Vikings defensive end Danielle Hunter completed a medical check at the team's facility Monday and will be with the team for the start of its mandatory minicamp on Tuesday after he agreed to a reworked contract with the team, resolving for now the issue of the pass rusher's unhappiness with the deal he signed in 2018. The team is also working to bring defensive tackle Sheldon Richardson back to Minnesota after two years in Cleveland, according to sources with knowledge of the situation.

Hunter had skipped all of the team's voluntary offseason workouts. He had a $100,000 workout bonus in his deal, and could have been fined more than $93,000 had he missed this week's camp.

NFL Network, which first reported last October that Hunter's camp was unhappy with his current contract, also first reported the news of a reworked deal on Monday, citing anonymous sources.

The Vikings will reportedly convert $5.6 million of Hunter's $12.15 million base salary into a signing bonus this year, while installing an $18 million roster bonus on the fifth day of the 2022 league year that will effectively force the Vikings to make a decision on their pass rusher after this season. Hunter has three years left on his current deal, and sources have said this spring the Vikings were reluctant to add new money to his contract with so much time left because of the precedent it would set.
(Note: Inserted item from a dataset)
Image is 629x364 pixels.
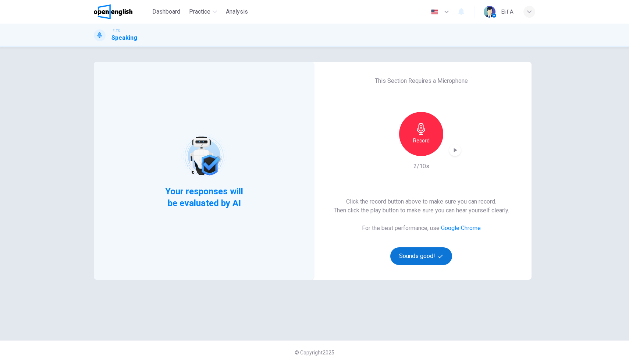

The structure created on Monday would allow them to effectively advance part of Hunter's 2021 salary while the roster bonus means they'll either give him a raise, a new contract with only two years left on his current deal, or a chance to become a free agent.

The five-year, $72 million deal Hunter signed in 2018 quickly was eclipsed by contracts given to other players around the league, to the point where he was the 17th highest-paid edge rusher in the league this offseason.

Hunter missed all of the 2020 season because of a herniated disc in his neck. He opted to have season-ending surgery in October, rather than trying to return for the second half of the season with the team sitting at 1-5 during its bye week.

Before the neck injury, which the Vikings did not acknowledge publicly until October, Hunter seemed poised for another strong season on the left side of the defensive line. He became the quickest player in NFL history to reach the 50-sack threshold in 2019, posting 14 1/2 sacks for the second consecutive season. But after he took part in the first practice of Vikings' training camp, he didn't practice again. The Vikings placed Hunter on injured reserve in September, hours before they would have to issue their first injury report of the season and disclose more specifics about the injury.

Hunter has been working out in Houston, and trainer Rischad Whitfield said he and the defensive end were careful to do drills that would keep him from excessively twisting his spine.

"He's slowly but surely working his way back into things," Whitfield said last month. "A lot of the stuff I do with Danielle is the short-area quickness, change of directions, stuff to help him get off the ball. We work on bending. He moves just fine. The dude's a freak of nature, man."